A new method to produce large, monolayer single-crystal-like graphene films more than a foot long relies on harnessing a "survival of the fittest" competition among crystals. The novel technique, developed by a team led by the Department of Energy's Oak Ridge National Laboratory, may open new opportunities for growing the high-quality two-dimensional materials necessary for long-awaited practical applications.
Making thin layers of graphene and other 2D materials on a scale required for research purposes is common, but they must be manufactured on a much larger scale to be useful.
Graphene is touted for its potential of unprecedented strength and high electrical conductivity and can be made through well-known approaches: separating flakes of graphite—the silvery soft material found in pencils—into one-atom-thick layers, or growing it atom by atom on a catalyst from a gaseous precursor until ultrathin layers are formed.
The ORNL-led research team used the latter method—known as chemical vapor deposition, or CVD—but with a twist. In a study published in Nature Materials, they explained how localized control of the CVD process allows evolutionary, or self-selecting, growth under optimal conditions, yielding a large, single-crystal-like sheet of graphene.
"Large single crystals are more mechanically robust and may have higher conductivity," ORNL lead coauthor Ivan Vlassiouk said. "This is because weaknesses arising from interconnections between individual domains in polycrystalline graphene are eliminated."
"Our method could be the key not only to improving large-scale production of single-crystal graphene but to other 2D materials as well, which is necessary for their large-scale applications," he added.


* Work to be completed *
Report each line from the entries in which "parenting" can be found.

* Entries provided *
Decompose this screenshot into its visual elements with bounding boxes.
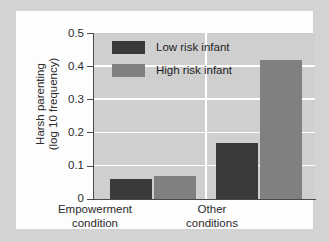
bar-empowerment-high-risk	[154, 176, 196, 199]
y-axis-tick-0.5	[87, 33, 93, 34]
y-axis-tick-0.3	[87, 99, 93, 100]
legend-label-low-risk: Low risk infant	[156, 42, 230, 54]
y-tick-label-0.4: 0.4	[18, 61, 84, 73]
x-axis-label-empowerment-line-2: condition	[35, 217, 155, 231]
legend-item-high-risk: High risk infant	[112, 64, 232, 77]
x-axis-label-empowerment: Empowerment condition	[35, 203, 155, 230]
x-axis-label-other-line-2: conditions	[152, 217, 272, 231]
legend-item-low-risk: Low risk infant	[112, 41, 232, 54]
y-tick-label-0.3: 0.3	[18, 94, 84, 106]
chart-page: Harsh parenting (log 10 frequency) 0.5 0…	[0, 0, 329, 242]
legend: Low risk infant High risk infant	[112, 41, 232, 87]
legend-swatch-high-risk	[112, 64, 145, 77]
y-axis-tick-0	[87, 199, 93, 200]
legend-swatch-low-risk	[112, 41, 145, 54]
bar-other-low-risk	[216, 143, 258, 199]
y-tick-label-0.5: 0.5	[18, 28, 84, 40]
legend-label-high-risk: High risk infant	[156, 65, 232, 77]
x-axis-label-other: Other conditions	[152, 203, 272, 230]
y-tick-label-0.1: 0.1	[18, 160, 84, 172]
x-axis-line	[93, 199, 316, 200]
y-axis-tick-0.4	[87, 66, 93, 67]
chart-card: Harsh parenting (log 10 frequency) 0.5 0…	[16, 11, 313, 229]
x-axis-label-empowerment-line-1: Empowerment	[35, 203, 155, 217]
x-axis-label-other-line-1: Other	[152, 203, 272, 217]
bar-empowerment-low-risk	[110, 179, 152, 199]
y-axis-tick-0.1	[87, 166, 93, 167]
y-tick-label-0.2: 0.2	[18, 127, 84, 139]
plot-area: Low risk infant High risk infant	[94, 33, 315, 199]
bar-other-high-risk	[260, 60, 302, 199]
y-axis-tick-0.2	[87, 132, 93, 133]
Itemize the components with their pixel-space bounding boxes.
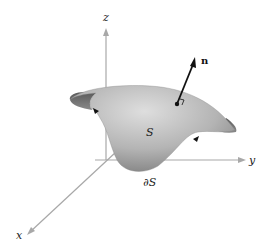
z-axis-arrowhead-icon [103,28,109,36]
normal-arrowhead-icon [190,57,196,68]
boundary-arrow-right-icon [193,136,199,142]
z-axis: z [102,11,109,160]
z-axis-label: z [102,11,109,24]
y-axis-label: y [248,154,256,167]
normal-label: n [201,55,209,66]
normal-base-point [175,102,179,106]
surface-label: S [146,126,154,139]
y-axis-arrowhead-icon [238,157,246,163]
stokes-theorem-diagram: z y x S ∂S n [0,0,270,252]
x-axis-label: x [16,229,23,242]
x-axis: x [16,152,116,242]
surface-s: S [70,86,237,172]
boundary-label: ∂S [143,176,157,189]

* Answer to the exercise *
chart-page: Harsh parenting (log 10 frequency) 0.5 0…	[0, 0, 329, 242]
chart-card: Harsh parenting (log 10 frequency) 0.5 0…	[16, 11, 313, 229]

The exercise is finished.